Friday, 24 February 2012

Heroic Modern Architecture


Why is modern architecture deemed heroic? Well because it is isn't it. Even Gropius, that unlikely source, described the Bauhaus in utterly heroic terms, saying just what it was made of. I'd love to have been there for that, just as I'd have loved to have been with Malevich just after he'd painted white on white, and was wondering what to do next.
But that isn't quite good enough. Maybe we should be more specific, such as wondering what heroism might be, or where it might have gone. Certainly, lecturing once again on the greats of modernism to second year, I'm struck by how much heroism I see myself, and how little I see elsewhere. I do not need excuses for Mies, yet if I root around on the web for amusement on the subject of Mies van de Rohe, most likely I'll find the most asinine of commentaries on how lovely his work is, while I'm brewing up for a storm on how make the stuff fantastically literally shit yourself scary.......because it is! Stand beneath the New National Gallery Berlin and not think that, sit on the bog in the New National Gallery, observe the 5mm grid, and think not.

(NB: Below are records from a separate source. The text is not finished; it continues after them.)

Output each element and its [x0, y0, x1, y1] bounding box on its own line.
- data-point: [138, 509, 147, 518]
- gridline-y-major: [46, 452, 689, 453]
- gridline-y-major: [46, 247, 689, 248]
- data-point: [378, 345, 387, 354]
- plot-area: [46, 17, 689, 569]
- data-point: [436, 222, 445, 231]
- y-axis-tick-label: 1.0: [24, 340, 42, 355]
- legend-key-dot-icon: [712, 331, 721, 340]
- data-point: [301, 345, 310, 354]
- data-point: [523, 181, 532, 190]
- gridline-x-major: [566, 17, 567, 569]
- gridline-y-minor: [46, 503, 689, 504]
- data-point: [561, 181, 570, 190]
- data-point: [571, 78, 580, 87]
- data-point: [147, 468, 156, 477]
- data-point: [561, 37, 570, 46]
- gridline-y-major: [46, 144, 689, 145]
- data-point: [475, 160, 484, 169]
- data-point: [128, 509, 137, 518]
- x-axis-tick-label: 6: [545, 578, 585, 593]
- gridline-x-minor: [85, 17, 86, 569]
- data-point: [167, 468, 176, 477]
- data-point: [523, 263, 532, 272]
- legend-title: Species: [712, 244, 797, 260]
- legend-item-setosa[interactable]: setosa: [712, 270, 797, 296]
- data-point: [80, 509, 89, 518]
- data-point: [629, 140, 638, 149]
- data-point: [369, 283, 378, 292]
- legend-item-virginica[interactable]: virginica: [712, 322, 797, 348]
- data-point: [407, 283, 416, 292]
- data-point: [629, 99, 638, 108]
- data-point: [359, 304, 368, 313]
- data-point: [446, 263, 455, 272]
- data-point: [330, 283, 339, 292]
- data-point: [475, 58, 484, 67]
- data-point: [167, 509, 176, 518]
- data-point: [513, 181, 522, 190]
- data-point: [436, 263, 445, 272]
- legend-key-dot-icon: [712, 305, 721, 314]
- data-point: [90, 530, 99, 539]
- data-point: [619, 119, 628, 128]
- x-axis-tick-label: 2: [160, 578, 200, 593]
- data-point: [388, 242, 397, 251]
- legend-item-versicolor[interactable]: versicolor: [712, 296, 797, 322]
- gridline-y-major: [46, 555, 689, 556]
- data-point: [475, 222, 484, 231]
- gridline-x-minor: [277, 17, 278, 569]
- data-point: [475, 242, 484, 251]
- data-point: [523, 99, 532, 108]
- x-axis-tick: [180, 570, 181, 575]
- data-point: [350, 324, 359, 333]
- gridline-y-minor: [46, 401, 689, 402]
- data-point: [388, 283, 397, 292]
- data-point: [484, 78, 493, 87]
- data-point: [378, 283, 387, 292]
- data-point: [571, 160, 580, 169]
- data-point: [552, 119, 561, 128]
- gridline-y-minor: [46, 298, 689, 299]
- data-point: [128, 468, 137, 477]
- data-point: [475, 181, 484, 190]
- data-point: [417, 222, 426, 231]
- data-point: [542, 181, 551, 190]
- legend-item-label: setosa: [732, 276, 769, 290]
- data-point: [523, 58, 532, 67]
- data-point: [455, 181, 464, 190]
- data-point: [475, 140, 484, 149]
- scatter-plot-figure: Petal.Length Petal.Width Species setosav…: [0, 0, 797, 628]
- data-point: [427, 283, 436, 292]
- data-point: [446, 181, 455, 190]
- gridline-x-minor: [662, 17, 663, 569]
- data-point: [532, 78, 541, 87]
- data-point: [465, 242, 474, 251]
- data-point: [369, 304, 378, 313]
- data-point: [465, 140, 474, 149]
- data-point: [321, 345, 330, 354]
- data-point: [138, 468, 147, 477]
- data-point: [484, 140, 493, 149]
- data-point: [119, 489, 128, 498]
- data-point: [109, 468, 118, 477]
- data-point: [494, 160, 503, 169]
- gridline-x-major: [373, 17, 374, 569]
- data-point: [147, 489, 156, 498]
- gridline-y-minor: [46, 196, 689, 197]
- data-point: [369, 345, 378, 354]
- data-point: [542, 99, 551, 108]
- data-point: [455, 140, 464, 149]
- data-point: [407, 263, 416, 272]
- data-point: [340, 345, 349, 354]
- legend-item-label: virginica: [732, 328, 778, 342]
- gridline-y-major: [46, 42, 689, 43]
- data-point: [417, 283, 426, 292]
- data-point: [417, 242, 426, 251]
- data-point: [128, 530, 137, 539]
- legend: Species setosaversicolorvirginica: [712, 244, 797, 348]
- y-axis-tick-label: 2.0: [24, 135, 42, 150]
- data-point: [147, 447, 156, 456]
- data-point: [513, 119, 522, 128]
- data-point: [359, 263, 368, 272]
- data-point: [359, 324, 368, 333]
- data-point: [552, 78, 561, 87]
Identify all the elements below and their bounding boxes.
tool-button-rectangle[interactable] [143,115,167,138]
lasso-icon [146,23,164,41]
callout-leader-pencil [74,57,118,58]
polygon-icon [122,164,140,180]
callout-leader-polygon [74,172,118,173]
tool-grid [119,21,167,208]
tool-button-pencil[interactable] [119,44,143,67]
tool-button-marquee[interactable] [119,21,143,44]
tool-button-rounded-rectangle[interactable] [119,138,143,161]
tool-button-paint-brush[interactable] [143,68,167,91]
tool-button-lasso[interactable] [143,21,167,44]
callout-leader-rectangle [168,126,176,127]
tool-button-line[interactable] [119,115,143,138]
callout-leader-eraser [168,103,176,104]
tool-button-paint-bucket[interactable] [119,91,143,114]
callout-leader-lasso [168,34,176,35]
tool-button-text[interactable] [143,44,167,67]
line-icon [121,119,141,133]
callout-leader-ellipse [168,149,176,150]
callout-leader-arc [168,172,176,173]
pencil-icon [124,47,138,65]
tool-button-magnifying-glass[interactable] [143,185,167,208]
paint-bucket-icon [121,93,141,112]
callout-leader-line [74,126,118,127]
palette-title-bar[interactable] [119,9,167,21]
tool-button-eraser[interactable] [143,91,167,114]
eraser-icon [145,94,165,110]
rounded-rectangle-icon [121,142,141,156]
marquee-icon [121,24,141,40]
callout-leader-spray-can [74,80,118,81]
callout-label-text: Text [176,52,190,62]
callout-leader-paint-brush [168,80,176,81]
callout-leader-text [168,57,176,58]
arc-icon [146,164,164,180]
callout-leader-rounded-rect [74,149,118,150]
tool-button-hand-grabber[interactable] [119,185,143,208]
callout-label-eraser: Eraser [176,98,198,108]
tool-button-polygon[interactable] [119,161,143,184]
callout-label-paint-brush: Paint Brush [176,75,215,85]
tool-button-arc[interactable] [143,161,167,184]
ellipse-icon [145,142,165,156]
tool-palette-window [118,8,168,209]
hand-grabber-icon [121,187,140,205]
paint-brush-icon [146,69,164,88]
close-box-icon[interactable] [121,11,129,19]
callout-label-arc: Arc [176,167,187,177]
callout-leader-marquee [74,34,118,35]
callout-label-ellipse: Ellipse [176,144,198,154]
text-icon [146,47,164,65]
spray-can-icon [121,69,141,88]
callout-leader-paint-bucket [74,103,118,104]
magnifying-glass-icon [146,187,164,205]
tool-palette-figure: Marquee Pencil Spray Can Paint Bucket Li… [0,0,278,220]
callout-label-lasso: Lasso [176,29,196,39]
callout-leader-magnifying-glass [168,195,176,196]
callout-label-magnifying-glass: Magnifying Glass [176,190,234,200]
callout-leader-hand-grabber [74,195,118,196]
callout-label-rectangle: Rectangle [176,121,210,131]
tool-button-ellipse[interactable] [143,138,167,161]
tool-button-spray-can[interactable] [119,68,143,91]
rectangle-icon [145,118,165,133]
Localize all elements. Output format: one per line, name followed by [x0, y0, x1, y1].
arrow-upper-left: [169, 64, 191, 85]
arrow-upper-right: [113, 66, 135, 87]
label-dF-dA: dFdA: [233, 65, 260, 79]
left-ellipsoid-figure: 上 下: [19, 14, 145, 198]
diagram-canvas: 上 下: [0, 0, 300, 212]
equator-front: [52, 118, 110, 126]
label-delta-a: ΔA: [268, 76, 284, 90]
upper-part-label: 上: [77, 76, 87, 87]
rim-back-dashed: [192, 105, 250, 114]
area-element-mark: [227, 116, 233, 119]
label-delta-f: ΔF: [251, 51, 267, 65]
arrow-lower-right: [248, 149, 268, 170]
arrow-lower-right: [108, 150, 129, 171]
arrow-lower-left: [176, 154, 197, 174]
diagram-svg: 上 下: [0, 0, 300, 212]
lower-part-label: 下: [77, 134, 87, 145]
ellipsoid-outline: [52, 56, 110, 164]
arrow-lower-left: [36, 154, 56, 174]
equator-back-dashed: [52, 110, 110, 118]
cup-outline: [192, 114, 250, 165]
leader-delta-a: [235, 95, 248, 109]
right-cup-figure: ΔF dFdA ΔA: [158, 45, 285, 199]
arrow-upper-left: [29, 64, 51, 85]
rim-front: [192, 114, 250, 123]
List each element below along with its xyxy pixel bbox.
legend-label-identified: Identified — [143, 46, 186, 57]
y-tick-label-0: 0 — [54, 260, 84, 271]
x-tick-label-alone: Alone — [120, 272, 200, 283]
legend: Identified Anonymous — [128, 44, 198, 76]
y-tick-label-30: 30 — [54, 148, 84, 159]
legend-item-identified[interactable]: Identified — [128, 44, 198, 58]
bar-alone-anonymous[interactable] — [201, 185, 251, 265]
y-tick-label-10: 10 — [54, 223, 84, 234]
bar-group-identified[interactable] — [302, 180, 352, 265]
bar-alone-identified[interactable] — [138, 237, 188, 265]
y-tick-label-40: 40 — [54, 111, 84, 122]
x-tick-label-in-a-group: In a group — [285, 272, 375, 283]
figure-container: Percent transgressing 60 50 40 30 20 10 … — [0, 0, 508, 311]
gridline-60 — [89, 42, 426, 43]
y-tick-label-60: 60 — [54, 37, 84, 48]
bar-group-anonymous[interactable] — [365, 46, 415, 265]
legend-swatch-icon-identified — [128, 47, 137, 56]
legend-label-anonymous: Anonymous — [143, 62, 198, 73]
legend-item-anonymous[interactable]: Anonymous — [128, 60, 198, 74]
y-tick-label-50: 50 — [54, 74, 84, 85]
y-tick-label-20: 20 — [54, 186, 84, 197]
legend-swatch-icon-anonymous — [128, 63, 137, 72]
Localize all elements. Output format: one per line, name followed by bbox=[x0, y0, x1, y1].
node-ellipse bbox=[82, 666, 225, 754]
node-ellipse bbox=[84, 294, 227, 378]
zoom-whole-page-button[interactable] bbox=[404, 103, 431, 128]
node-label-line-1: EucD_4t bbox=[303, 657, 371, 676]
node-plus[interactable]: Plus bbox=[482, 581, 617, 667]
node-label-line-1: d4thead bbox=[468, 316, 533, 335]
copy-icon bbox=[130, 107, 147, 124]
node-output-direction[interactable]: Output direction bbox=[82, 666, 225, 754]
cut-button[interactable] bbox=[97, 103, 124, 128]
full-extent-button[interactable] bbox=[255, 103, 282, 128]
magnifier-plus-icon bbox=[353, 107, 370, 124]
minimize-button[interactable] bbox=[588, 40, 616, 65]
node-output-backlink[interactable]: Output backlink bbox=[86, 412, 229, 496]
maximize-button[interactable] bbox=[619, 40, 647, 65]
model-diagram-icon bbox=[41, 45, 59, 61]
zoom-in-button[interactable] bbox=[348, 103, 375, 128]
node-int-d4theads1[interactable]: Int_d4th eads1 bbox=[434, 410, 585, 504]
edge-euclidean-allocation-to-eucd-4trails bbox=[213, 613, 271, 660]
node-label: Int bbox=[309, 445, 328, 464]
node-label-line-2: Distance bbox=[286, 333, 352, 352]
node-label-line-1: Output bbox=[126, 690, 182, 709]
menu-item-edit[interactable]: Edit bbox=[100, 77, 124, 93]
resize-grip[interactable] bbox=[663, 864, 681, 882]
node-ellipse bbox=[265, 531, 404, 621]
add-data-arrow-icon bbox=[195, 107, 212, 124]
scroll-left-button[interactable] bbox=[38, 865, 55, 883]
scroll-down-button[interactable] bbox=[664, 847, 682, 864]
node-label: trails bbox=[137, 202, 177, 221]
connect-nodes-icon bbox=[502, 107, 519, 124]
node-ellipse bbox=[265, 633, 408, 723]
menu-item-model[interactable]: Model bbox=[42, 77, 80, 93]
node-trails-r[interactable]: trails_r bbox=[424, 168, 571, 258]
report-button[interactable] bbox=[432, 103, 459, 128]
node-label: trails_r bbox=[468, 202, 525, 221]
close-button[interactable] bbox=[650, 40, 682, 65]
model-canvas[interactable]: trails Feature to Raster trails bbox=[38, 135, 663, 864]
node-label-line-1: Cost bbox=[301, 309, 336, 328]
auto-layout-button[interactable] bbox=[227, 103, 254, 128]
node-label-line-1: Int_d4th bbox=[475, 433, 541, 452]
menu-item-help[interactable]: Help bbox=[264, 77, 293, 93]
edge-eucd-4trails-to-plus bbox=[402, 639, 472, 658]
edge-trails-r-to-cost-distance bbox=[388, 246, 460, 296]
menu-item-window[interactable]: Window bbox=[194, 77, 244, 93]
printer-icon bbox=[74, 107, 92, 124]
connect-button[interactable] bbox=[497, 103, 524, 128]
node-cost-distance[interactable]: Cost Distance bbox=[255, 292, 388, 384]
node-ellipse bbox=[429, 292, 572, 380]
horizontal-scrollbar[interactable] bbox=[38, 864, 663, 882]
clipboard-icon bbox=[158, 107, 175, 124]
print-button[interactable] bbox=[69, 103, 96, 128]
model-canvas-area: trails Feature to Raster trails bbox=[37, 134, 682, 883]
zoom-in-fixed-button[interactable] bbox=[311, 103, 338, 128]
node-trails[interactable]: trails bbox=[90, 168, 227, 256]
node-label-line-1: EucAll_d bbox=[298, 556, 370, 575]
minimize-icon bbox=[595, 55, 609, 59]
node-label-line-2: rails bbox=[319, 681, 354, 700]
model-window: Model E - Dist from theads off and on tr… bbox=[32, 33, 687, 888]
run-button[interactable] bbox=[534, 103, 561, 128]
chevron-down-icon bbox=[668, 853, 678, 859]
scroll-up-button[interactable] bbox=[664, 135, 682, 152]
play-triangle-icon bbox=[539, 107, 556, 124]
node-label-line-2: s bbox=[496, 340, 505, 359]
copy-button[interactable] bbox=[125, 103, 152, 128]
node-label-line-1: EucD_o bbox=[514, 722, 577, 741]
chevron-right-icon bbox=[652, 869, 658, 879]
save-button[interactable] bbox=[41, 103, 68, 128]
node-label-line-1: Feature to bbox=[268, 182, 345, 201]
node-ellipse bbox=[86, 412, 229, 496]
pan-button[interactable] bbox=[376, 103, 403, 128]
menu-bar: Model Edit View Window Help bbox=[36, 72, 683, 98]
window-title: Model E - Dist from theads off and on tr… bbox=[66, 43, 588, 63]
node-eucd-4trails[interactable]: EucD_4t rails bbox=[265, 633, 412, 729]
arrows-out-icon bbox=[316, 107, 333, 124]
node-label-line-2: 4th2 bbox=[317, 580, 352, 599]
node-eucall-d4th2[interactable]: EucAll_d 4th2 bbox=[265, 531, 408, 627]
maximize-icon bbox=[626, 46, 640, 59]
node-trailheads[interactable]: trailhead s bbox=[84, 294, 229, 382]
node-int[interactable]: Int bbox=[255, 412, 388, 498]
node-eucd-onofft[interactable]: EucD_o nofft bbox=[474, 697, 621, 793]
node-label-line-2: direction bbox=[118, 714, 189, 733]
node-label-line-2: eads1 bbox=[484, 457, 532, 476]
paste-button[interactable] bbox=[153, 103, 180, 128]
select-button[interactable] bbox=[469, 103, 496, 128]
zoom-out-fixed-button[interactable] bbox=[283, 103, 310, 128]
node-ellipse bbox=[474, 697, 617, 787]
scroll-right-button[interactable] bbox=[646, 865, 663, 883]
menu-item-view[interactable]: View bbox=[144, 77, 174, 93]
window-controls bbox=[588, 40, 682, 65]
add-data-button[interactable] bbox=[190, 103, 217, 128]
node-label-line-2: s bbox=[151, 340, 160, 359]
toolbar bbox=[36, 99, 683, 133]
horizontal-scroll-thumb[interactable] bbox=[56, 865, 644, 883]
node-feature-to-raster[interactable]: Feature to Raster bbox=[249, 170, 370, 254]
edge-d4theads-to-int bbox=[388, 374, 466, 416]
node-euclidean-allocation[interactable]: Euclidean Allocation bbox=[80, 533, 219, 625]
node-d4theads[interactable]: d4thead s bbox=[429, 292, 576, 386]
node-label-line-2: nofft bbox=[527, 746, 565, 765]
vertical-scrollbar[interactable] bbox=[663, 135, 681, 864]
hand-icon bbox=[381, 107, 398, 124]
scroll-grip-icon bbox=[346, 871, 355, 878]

I found myself in a similar situation today with regard to Le Corbusier. Way beyond Jenck's vision of him representing a tragic view of architecture, I reckon its more of a tragic view of mankind itself, and rolled him in with Homer.
Such contemplations may or may not sit well with the twitter generation. I can't see why you couldn't twitter on the big questions of life itself, it just seems people don't, or more to the point would look stupid doing so, or maybe only do so in Scandinavia. I wonder also if they might eventually crave solitude, hills, poetry and huts in the forest or cliff tops by the sea (with connecting restaurant of course) themselves, or is that a lot of bollocks too?